Grameen Foundation Microsavings Work Featured in Wall Street Journal

Between 2008 and 2013, Grameen Foundation helped CARD Bank to open 480,000 new savings accounts through its microsavings initiative. In this article, Julie Peachey, director of Grameen Foundation's social peformance management team, discusses the findings of a study designed to improve savings habits of these new clients through behavioral science. The study was conducted by ideas42.

Anne

Anne Ndungu is a mother of three, chairlady of her church, treasurer of her village’s women’s group and – thanks to a loan from Grameen Foundation partner Musoni – a successful entrepreneur.

“With the Kenyan shillings 80,000 loan (about US$800) I got from Musoni,” she said, “I was able to buy a dairy cow, start poultry keeping and build a cow shed.”

Racheal

Traveling by motorbike on rural Ghana’s dirt roads, Racheal Derchie is an anomaly.

Young and university-educated, Racheal is the unlikely face of the future of farming in a country where the average farmer is 55 and poorly educated.
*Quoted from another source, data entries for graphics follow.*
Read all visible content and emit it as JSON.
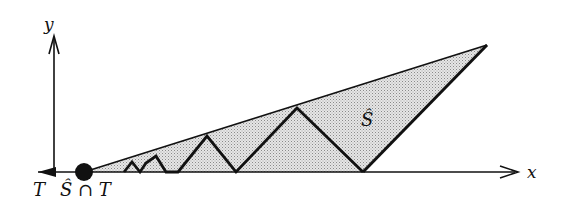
{
  "diagram": {
    "axes": {
      "x_label": "x",
      "y_label": "y"
    },
    "region_label": "Ŝ",
    "bottom_left_label_T": "T",
    "bottom_center_label": "Ŝ ∩ T",
    "colors": {
      "ink": "#111111",
      "fill": "#d4d4d4",
      "background": "#ffffff"
    },
    "geometry": {
      "origin": [
        84,
        172
      ],
      "apex": [
        487,
        45
      ],
      "right_base": [
        363,
        172
      ],
      "zigzag_peaks": [
        [
          132,
          160
        ],
        [
          156,
          157
        ],
        [
          207,
          136
        ],
        [
          297,
          108
        ]
      ],
      "zigzag_valleys": [
        [
          124,
          172
        ],
        [
          146,
          172
        ],
        [
          178,
          172
        ],
        [
          236,
          172
        ],
        [
          363,
          172
        ]
      ]
    }
  }
}
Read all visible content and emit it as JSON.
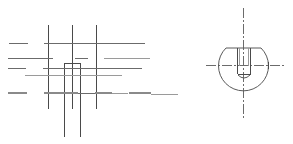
{
  "drawing": {
    "type": "engineering-drawing",
    "line_color": "#6b6b6b",
    "background": "#ffffff",
    "views": [
      {
        "name": "front-view",
        "description": "Grid of horizontal and vertical lines with a narrow rectangular slot",
        "vertical_lines_x": [
          48,
          72,
          96
        ],
        "slot": {
          "x": 64,
          "y": 63,
          "w": 16,
          "h": 74
        }
      },
      {
        "name": "side-view",
        "description": "Truncated circle with threaded hole and crossed center lines",
        "center": {
          "x": 243,
          "y": 65
        },
        "radius": 25
      }
    ]
  }
}
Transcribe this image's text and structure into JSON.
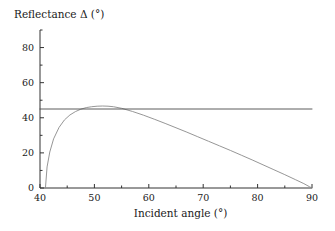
{
  "chart_data": {
    "type": "line",
    "title": "",
    "xlabel": "Incident angle (°)",
    "ylabel": "Reflectance Δ (°)",
    "xlim": [
      40,
      90
    ],
    "ylim": [
      0,
      90
    ],
    "xticks": [
      40,
      50,
      60,
      70,
      80,
      90
    ],
    "xtick_labels": [
      "40",
      "50",
      "60",
      "70",
      "80",
      "90"
    ],
    "xticks_minor": [
      45,
      55,
      65,
      75,
      85
    ],
    "yticks": [
      0,
      20,
      40,
      60,
      80
    ],
    "ytick_labels": [
      "0",
      "20",
      "40",
      "60",
      "80"
    ],
    "yticks_minor": [
      10,
      30,
      50,
      70,
      90
    ],
    "grid": false,
    "legend": false,
    "line_color": "#8a8a8a",
    "axis_color": "#333333",
    "series": [
      {
        "name": "Reflectance phase difference",
        "color": "#8a8a8a",
        "x": [
          41.0,
          41.3,
          41.8,
          42.5,
          43.5,
          44.5,
          45.5,
          46.5,
          47.5,
          48.5,
          49.5,
          50.5,
          51.5,
          52.5,
          53.5,
          55.0,
          57.0,
          59.0,
          61.0,
          63.0,
          65.0,
          67.0,
          69.0,
          71.0,
          73.0,
          75.0,
          77.0,
          79.0,
          81.0,
          83.0,
          85.0,
          87.0,
          88.5,
          89.5,
          90.0
        ],
        "y": [
          0.0,
          12.0,
          20.5,
          28.0,
          34.5,
          38.8,
          41.6,
          43.5,
          44.9,
          45.8,
          46.3,
          46.6,
          46.7,
          46.6,
          46.3,
          45.4,
          43.6,
          41.5,
          39.2,
          36.8,
          34.3,
          31.8,
          29.2,
          26.6,
          24.0,
          21.4,
          18.7,
          16.0,
          13.2,
          10.4,
          7.6,
          4.7,
          2.5,
          0.8,
          0.0
        ]
      },
      {
        "name": "Reference level",
        "color": "#4a4a4a",
        "constant_y": 45,
        "x": [
          40,
          90
        ],
        "y": [
          45,
          45
        ]
      }
    ]
  }
}
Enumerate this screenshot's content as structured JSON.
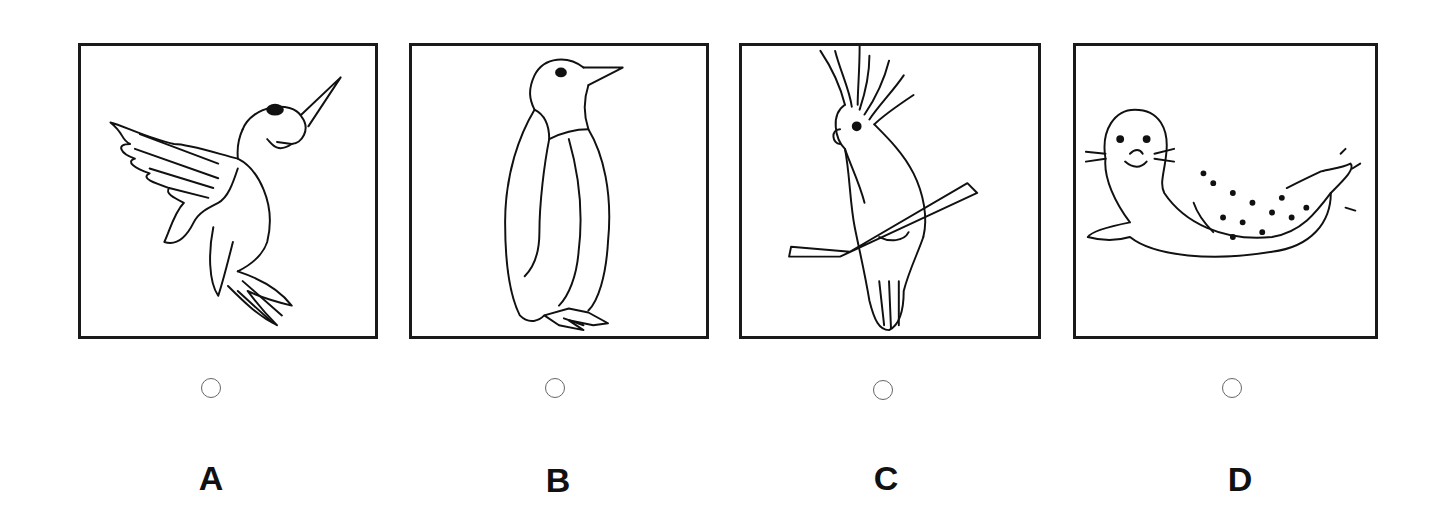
{
  "options": [
    {
      "label": "A",
      "animal": "hummingbird",
      "selected": false
    },
    {
      "label": "B",
      "animal": "penguin",
      "selected": false
    },
    {
      "label": "C",
      "animal": "cockatoo",
      "selected": false
    },
    {
      "label": "D",
      "animal": "seal",
      "selected": false
    }
  ]
}
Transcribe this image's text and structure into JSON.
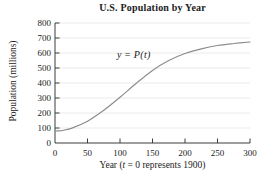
{
  "figure": {
    "title": "U.S. Population by Year",
    "y_axis_label": "Population (millions)",
    "x_axis_label": {
      "pre": "Year (",
      "var": "t",
      "post": " = 0 represents 1900)"
    },
    "curve_label": {
      "lhs": "y",
      "eq": " = ",
      "rhs": "P(t)"
    }
  },
  "colors": {
    "curve": "#8d8d8d",
    "grid": "#e6e5e2",
    "axis": "#3d3d3d",
    "text": "#1c1c1c",
    "background": "#ffffff"
  },
  "chart_data": {
    "type": "line",
    "title": "U.S. Population by Year",
    "xlabel": "Year (t = 0 represents 1900)",
    "ylabel": "Population (millions)",
    "xlim": [
      0,
      300
    ],
    "ylim": [
      0,
      800
    ],
    "x_ticks": [
      0,
      50,
      100,
      150,
      200,
      250,
      300
    ],
    "y_ticks": [
      0,
      100,
      200,
      300,
      400,
      500,
      600,
      700,
      800
    ],
    "grid": "horizontal-light",
    "legend": "none",
    "annotation": {
      "text": "y = P(t)",
      "at_x": 130,
      "at_y": 580
    },
    "series": [
      {
        "name": "P(t)",
        "x": [
          0,
          10,
          25,
          50,
          75,
          100,
          125,
          150,
          175,
          200,
          225,
          250,
          275,
          300
        ],
        "y": [
          80,
          83,
          97,
          145,
          218,
          305,
          398,
          484,
          550,
          597,
          628,
          650,
          663,
          673
        ]
      }
    ]
  }
}
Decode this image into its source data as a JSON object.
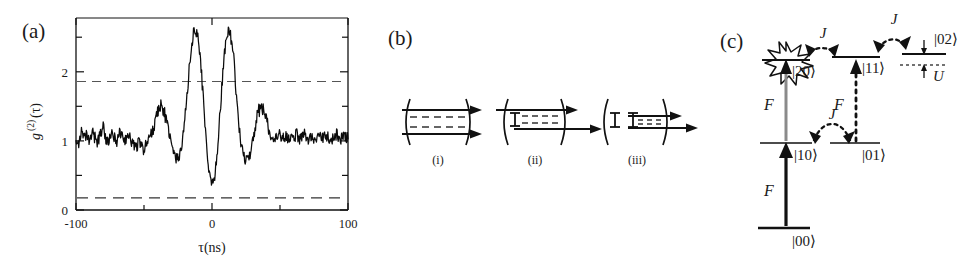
{
  "figure": {
    "panels": [
      {
        "id": "a",
        "label": "(a)"
      },
      {
        "id": "b",
        "label": "(b)"
      },
      {
        "id": "c",
        "label": "(c)"
      }
    ]
  },
  "panel_a": {
    "label": "(a)",
    "ylabel": "g",
    "ylabel_sup": "(2)",
    "ylabel_arg": "(τ)",
    "xlabel": "τ(ns)",
    "xticks": [
      "-100",
      "0",
      "100"
    ],
    "yticks": [
      "0",
      "1",
      "2"
    ],
    "guide_upper_label": "1.72",
    "guide_lower_label": "0.35"
  },
  "chart_data": {
    "type": "line",
    "title": "",
    "xlabel": "τ(ns)",
    "ylabel": "g(2)(τ)",
    "xlim": [
      -100,
      100
    ],
    "ylim": [
      0,
      2.7
    ],
    "xticks": [
      -100,
      0,
      100
    ],
    "xminorticks": [
      -50,
      50
    ],
    "yticks": [
      0,
      1,
      2
    ],
    "yminorticks": [
      0.5,
      1.5,
      2.5
    ],
    "grid": false,
    "legend": "none",
    "annotations": [
      {
        "type": "hline",
        "y": 1.72,
        "style": "dashed",
        "note": "upper reference level"
      },
      {
        "type": "hline",
        "y": 0.35,
        "style": "dashed",
        "note": "lower reference level / antibunching floor"
      }
    ],
    "series": [
      {
        "name": "g2",
        "x": [
          -100,
          -98,
          -96,
          -94,
          -92,
          -90,
          -88,
          -86,
          -84,
          -82,
          -80,
          -78,
          -76,
          -74,
          -72,
          -70,
          -68,
          -66,
          -64,
          -62,
          -60,
          -58,
          -56,
          -54,
          -52,
          -50,
          -48,
          -46,
          -44,
          -42,
          -40,
          -38,
          -36,
          -34,
          -32,
          -30,
          -28,
          -26,
          -24,
          -22,
          -20,
          -18,
          -16,
          -14,
          -12,
          -10,
          -8,
          -6,
          -4,
          -2,
          0,
          2,
          4,
          6,
          8,
          10,
          12,
          14,
          16,
          18,
          20,
          22,
          24,
          26,
          28,
          30,
          32,
          34,
          36,
          38,
          40,
          42,
          44,
          46,
          48,
          50,
          52,
          54,
          56,
          58,
          60,
          62,
          64,
          66,
          68,
          70,
          72,
          74,
          76,
          78,
          80,
          82,
          84,
          86,
          88,
          90,
          92,
          94,
          96,
          98,
          100
        ],
        "y": [
          1.02,
          0.95,
          1.08,
          0.99,
          1.05,
          0.93,
          1.1,
          1.01,
          0.96,
          1.07,
          1.19,
          1.0,
          0.94,
          1.06,
          1.02,
          0.97,
          1.09,
          1.03,
          0.98,
          1.05,
          1.0,
          0.93,
          0.88,
          0.95,
          0.9,
          0.85,
          0.93,
          1.02,
          1.1,
          1.22,
          1.38,
          1.48,
          1.42,
          1.3,
          1.12,
          0.92,
          0.78,
          0.72,
          0.76,
          0.92,
          1.25,
          1.7,
          2.15,
          2.45,
          2.56,
          2.4,
          2.0,
          1.45,
          0.9,
          0.52,
          0.35,
          0.48,
          0.85,
          1.4,
          1.95,
          2.35,
          2.52,
          2.42,
          2.1,
          1.62,
          1.15,
          0.85,
          0.72,
          0.7,
          0.8,
          0.98,
          1.2,
          1.38,
          1.45,
          1.4,
          1.28,
          1.12,
          1.0,
          0.95,
          1.02,
          1.06,
          0.99,
          1.05,
          0.96,
          1.04,
          1.0,
          1.08,
          0.97,
          1.03,
          1.06,
          0.98,
          1.02,
          1.07,
          0.95,
          1.01,
          1.04,
          0.99,
          1.06,
          1.0,
          0.96,
          1.03,
          1.08,
          0.98,
          1.02,
          1.05,
          1.0
        ]
      }
    ]
  },
  "panel_b": {
    "label": "(b)",
    "diagrams": [
      {
        "id": "i",
        "label": "(i)",
        "emitters": 0,
        "beams": 2,
        "note": "empty cavity with two modes"
      },
      {
        "id": "ii",
        "label": "(ii)",
        "emitters": 1,
        "beams": 2,
        "note": "cavity with one emitter"
      },
      {
        "id": "iii",
        "label": "(iii)",
        "emitters": 2,
        "beams": 2,
        "note": "cavity with two emitters"
      }
    ]
  },
  "panel_c": {
    "label": "(c)",
    "levels": [
      {
        "name": "|00⟩",
        "id": "state-00"
      },
      {
        "name": "|10⟩",
        "id": "state-10"
      },
      {
        "name": "|01⟩",
        "id": "state-01"
      },
      {
        "name": "|20⟩",
        "id": "state-20"
      },
      {
        "name": "|11⟩",
        "id": "state-11"
      },
      {
        "name": "|02⟩",
        "id": "state-02"
      }
    ],
    "couplings": [
      {
        "symbol": "F",
        "id": "drive-00-10",
        "style": "solid",
        "note": "drive from |00> to |10>"
      },
      {
        "symbol": "F",
        "id": "drive-10-20",
        "style": "solid-gray",
        "note": "drive from |10> to |20>"
      },
      {
        "symbol": "F",
        "id": "drive-01-11",
        "style": "dotted",
        "note": "drive from |01> to |11>"
      },
      {
        "symbol": "J",
        "id": "hop-10-01",
        "style": "dotted-arc",
        "note": "hopping between |10> and |01>"
      },
      {
        "symbol": "J",
        "id": "hop-20-11",
        "style": "dotted-arc",
        "note": "hopping between |20> and |11>"
      },
      {
        "symbol": "J",
        "id": "hop-11-02",
        "style": "dotted-arc",
        "note": "hopping between |11> and |02>"
      }
    ],
    "anharmonicity": {
      "symbol": "U",
      "note": "interaction shift of |02> below the dotted harmonic level"
    },
    "blockade": {
      "id": "blockade-star",
      "note": "starburst marking blockaded |20> state"
    }
  }
}
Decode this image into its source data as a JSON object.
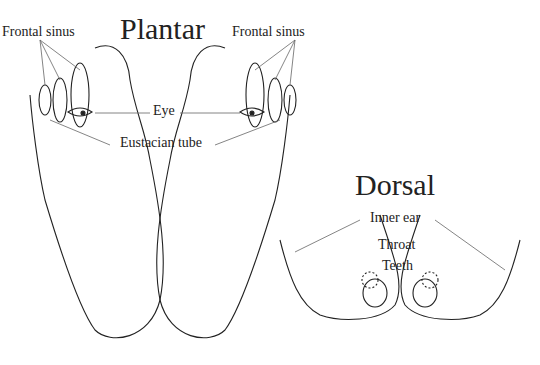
{
  "titles": {
    "plantar": "Plantar",
    "dorsal": "Dorsal"
  },
  "labels": {
    "frontal_sinus_left": "Frontal sinus",
    "frontal_sinus_right": "Frontal sinus",
    "eye": "Eye",
    "eustachian": "Eustacian tube",
    "inner_ear": "Inner ear",
    "throat": "Throat",
    "teeth": "Teeth"
  },
  "colors": {
    "line": "#222222",
    "leader": "#666666"
  }
}
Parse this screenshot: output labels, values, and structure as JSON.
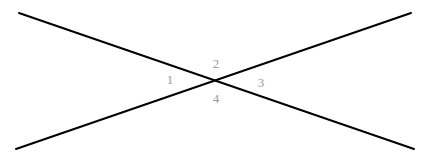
{
  "figure": {
    "type": "geometry-diagram",
    "width": 425,
    "height": 164,
    "background_color": "#ffffff",
    "line_color": "#000000",
    "line_width": 2,
    "label_color": "#9a9a9a",
    "intersection": {
      "x": 217,
      "y": 77
    },
    "lines": [
      {
        "name": "line-descending",
        "x1": 19,
        "y1": 13,
        "x2": 414,
        "y2": 149
      },
      {
        "name": "line-ascending",
        "x1": 16,
        "y1": 149,
        "x2": 411,
        "y2": 13
      }
    ],
    "labels": [
      {
        "text": "1",
        "x": 170,
        "y": 79,
        "position": "left"
      },
      {
        "text": "2",
        "x": 216,
        "y": 63,
        "position": "top"
      },
      {
        "text": "3",
        "x": 261,
        "y": 82,
        "position": "right"
      },
      {
        "text": "4",
        "x": 216,
        "y": 98,
        "position": "bottom"
      }
    ]
  }
}
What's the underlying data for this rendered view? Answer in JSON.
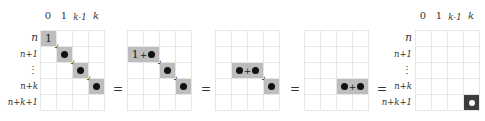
{
  "col_labels": [
    "0",
    "1",
    "k-1",
    "k"
  ],
  "row_labels": [
    "n",
    "n+1",
    "⋮",
    "n+k",
    "n+k+1"
  ],
  "equals": "=",
  "plus": "+",
  "one": "1",
  "colors": {
    "highlight": "#bdbdbd",
    "dark_cell": "#3c3c3c",
    "grid_line": "#e6e6e6"
  },
  "panels": [
    {
      "id": 1,
      "cells": [
        {
          "row": 0,
          "col": 0,
          "span": 1,
          "content": "1"
        },
        {
          "row": 1,
          "col": 1,
          "span": 1,
          "content": "•"
        },
        {
          "row": 2,
          "col": 2,
          "span": 1,
          "content": "•"
        },
        {
          "row": 3,
          "col": 3,
          "span": 1,
          "content": "•"
        }
      ]
    },
    {
      "id": 2,
      "cells": [
        {
          "row": 1,
          "col": 0,
          "span": 2,
          "content": "1+•"
        },
        {
          "row": 2,
          "col": 2,
          "span": 1,
          "content": "•"
        },
        {
          "row": 3,
          "col": 3,
          "span": 1,
          "content": "•"
        }
      ]
    },
    {
      "id": 3,
      "cells": [
        {
          "row": 2,
          "col": 1,
          "span": 2,
          "content": "•+•"
        },
        {
          "row": 3,
          "col": 3,
          "span": 1,
          "content": "•"
        }
      ]
    },
    {
      "id": 4,
      "cells": [
        {
          "row": 3,
          "col": 2,
          "span": 2,
          "content": "•+•"
        }
      ]
    },
    {
      "id": 5,
      "cells": [
        {
          "row": 4,
          "col": 3,
          "span": 1,
          "content": "white-dot",
          "dark": true
        }
      ]
    }
  ]
}
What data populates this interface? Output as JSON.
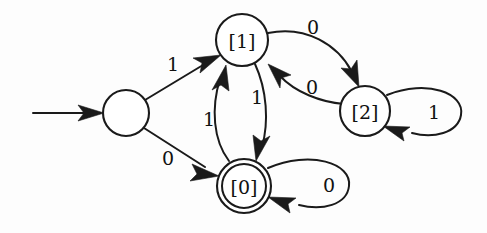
{
  "diagram": {
    "kind": "finite-automaton-state-diagram",
    "width": 487,
    "height": 233,
    "background_color": "#fdfdfd",
    "ink_color": "#1a1a1a",
    "states": [
      {
        "id": "start",
        "label": "",
        "accepting": false,
        "is_start": true,
        "cx": 126,
        "cy": 113,
        "r": 23
      },
      {
        "id": "s1",
        "label": "[1]",
        "accepting": false,
        "is_start": false,
        "cx": 242,
        "cy": 40,
        "r": 26
      },
      {
        "id": "s0",
        "label": "[0]",
        "accepting": true,
        "is_start": false,
        "cx": 244,
        "cy": 186,
        "r": 27,
        "r_inner": 22
      },
      {
        "id": "s2",
        "label": "[2]",
        "accepting": false,
        "is_start": false,
        "cx": 365,
        "cy": 111,
        "r": 25
      }
    ],
    "start_arrow": {
      "from_x": 33,
      "to_x": 103,
      "y": 113
    },
    "transitions": [
      {
        "id": "t-start-1",
        "from": "start",
        "to": "s1",
        "symbol": "1",
        "label_x": 173,
        "label_y": 64
      },
      {
        "id": "t-start-0",
        "from": "start",
        "to": "s0",
        "symbol": "0",
        "label_x": 168,
        "label_y": 158
      },
      {
        "id": "t-0-1",
        "from": "s0",
        "to": "s1",
        "symbol": "1",
        "label_x": 209,
        "label_y": 119
      },
      {
        "id": "t-1-0",
        "from": "s1",
        "to": "s0",
        "symbol": "1",
        "label_x": 257,
        "label_y": 97
      },
      {
        "id": "t-1-2",
        "from": "s1",
        "to": "s2",
        "symbol": "0",
        "label_x": 313,
        "label_y": 27
      },
      {
        "id": "t-2-1",
        "from": "s2",
        "to": "s1",
        "symbol": "0",
        "label_x": 312,
        "label_y": 87
      },
      {
        "id": "t-0-0",
        "from": "s0",
        "to": "s0",
        "symbol": "0",
        "label_x": 329,
        "label_y": 185,
        "self_loop": true
      },
      {
        "id": "t-2-2",
        "from": "s2",
        "to": "s2",
        "symbol": "1",
        "label_x": 434,
        "label_y": 112,
        "self_loop": true
      }
    ]
  }
}
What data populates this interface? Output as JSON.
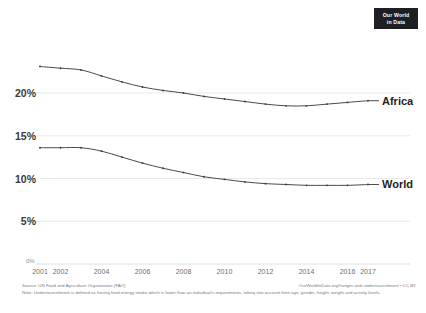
{
  "logo": {
    "line1": "Our World",
    "line2": "in Data"
  },
  "footer": {
    "source": "Source: UN Food and Agriculture Organization (FAO)",
    "attribution": "OurWorldInData.org/hunger-and-undernourishment • CC BY",
    "note": "Note: Undernourishment is defined as having food energy intake which is lower than an individual's requirements, taking into account their age, gender, height, weight and activity levels."
  },
  "chart_data": {
    "type": "line",
    "title": "",
    "xlabel": "",
    "ylabel": "",
    "grid": true,
    "legend_position": "right-inline",
    "xlim": [
      2001,
      2017
    ],
    "ylim": [
      0,
      23.5
    ],
    "x": [
      2001,
      2002,
      2003,
      2004,
      2005,
      2006,
      2007,
      2008,
      2009,
      2010,
      2011,
      2012,
      2013,
      2014,
      2015,
      2016,
      2017
    ],
    "xticks": [
      2001,
      2002,
      2004,
      2006,
      2008,
      2010,
      2012,
      2014,
      2016,
      2017
    ],
    "xticklabels": [
      "2001",
      "2002",
      "2004",
      "2006",
      "2008",
      "2010",
      "2012",
      "2014",
      "2016",
      "2017"
    ],
    "yticks": [
      0,
      5,
      10,
      15,
      20
    ],
    "yticklabels": [
      "0%",
      "5%",
      "10%",
      "15%",
      "20%"
    ],
    "series": [
      {
        "name": "Africa",
        "color": "#4a4a4a",
        "values": [
          23.1,
          22.9,
          22.7,
          22.0,
          21.3,
          20.7,
          20.3,
          20.0,
          19.6,
          19.3,
          19.0,
          18.7,
          18.5,
          18.5,
          18.7,
          18.9,
          19.1
        ]
      },
      {
        "name": "World",
        "color": "#4a4a4a",
        "values": [
          13.6,
          13.6,
          13.6,
          13.2,
          12.5,
          11.8,
          11.2,
          10.7,
          10.2,
          9.9,
          9.6,
          9.4,
          9.3,
          9.2,
          9.2,
          9.2,
          9.3
        ]
      }
    ]
  }
}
Racheal works with 200 smallholder farmers in Grameen Foundation’s AgroTech project. She uses its digital app suite to analyze and understand each farm’s history and needs. She teaches the farmers new practices, trains them in record keeping, and helps them obtain loans to purchase inputs.

Use of Mobile Financial Services Among Poor Women

These studies aim to understand how mobile phone technology and its usability is impacting poor women’s ability to access and benefit from mobile financial services.  Many players assume that if a poor person owns a mobile phone, they are able to use it. We have found that this is a faulty assumption, and believe that usability and “mobile phone literacy” are big issues that are preventing poor women in particular to benefit from mobile-enabled solutions.